State Sen. George E. "Chip" Campsen, III (R-SC)
The Associated Press reports:
[Campsen] cited examples of fraud that he took into consideration while drafting early versions of South Carolina’s law. These included vote buying, voter rolls indicating a woman who showed up at the polls had already voted, and press reports of voters being registered in both South Carolina and North Carolina. But under questioning from Justice Department attorney Anna Baldwin, Campsen, a Republican, said the examples he gave did not involve the type of fraud that requiring photo identification would address.
“None of the examples you gave in your testimony involved incidents of impersonation?” Baldwin asked.
“Correct,” Campsen answered. He also said he could not find cases of voter impersonation in South Carolina, but added that the state lacks the tools to root them out.
Last month, the Republican Attorney General of South Carolina also admitted that requiring a photo identification to vote would not actually prevent a determined voter impersonator from voting as someone else. But happily, as Campsen noted in his testimony, it almost never happens.
In fact, it is so rare that a person is more likely to be struck by lightning than commit voter fraud of any kind. Even the Supreme Court could only identify one example of in-person voter fraud in the past 143 years in their 2009 decision upholding a voter ID law.
By contrast, a recent Brennan Center report found that nearly 500,000 voters — mostly low-income and minority individuals — in states with voter ID laws stand to be disenfranchised.
These voter ID laws continue to be at best a solution in search of a problem — and at worse, a scheme to disenfranchise elderly, urban, poor, and minority voters who are among the least likely to have a photo identification.



Last July, a Florida voter suppression law — enacted by the state legislature’s Republican majority and signed by Gov. Rick Scott (R) — went into effect, putting major new restrictions on groups who work to register new voters. HB 1355
Republicans are said to be the party of deregulation, but their platform this year aims to seriously regulate the pornography industry through strict enforcement of laws against porn or other materials deemed “obscene.”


## Instructions to follow
State only how many lines in the listing contain the string "axis".

*** Study material ***

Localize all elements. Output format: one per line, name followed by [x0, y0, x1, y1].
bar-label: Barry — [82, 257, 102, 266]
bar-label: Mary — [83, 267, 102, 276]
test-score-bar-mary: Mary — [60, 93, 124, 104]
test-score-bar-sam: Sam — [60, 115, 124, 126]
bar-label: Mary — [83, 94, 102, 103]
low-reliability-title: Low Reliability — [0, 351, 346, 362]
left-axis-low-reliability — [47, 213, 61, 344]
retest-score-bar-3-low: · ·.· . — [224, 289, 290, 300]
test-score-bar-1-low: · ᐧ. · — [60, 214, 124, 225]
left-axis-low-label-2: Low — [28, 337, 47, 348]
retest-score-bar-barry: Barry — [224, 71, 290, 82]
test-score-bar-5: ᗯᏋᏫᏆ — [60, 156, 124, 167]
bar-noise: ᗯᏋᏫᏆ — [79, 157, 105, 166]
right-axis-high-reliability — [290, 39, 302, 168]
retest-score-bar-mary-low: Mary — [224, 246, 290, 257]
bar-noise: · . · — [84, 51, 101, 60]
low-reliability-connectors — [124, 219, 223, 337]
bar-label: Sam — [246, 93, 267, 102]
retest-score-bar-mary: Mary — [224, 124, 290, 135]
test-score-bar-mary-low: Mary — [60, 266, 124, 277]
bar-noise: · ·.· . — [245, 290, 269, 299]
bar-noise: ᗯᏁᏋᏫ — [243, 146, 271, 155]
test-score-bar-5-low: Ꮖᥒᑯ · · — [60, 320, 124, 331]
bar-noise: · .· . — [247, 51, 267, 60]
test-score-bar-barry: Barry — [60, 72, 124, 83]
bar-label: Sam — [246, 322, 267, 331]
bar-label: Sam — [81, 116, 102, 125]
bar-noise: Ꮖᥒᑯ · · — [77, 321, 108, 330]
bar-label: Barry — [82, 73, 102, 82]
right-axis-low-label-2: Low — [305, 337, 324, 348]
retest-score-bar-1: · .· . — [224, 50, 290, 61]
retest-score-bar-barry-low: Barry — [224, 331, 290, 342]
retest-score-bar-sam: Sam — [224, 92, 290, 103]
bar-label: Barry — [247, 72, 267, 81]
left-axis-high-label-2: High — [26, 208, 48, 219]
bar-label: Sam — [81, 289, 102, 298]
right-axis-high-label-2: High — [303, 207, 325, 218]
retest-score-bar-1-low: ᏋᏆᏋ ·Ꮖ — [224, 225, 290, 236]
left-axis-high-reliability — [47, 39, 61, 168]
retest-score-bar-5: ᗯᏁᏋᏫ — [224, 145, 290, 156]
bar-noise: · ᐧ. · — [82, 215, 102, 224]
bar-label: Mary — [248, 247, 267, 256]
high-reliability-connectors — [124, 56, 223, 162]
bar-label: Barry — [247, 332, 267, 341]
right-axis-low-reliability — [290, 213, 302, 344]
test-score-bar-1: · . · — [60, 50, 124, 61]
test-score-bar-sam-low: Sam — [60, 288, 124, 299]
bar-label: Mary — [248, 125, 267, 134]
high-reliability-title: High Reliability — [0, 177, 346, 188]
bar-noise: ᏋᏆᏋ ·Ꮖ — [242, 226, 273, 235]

***
*** Study material ***

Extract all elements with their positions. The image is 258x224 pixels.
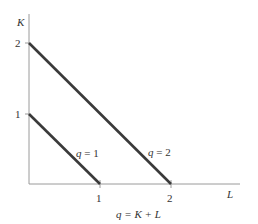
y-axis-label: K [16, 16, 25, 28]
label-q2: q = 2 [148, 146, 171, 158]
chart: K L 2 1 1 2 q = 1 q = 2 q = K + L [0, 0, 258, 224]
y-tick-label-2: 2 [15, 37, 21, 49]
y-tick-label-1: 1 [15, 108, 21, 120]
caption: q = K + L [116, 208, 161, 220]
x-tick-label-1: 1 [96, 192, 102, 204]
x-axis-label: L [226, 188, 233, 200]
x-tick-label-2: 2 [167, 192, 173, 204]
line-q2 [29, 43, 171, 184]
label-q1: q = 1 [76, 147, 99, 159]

***

## Answer area
10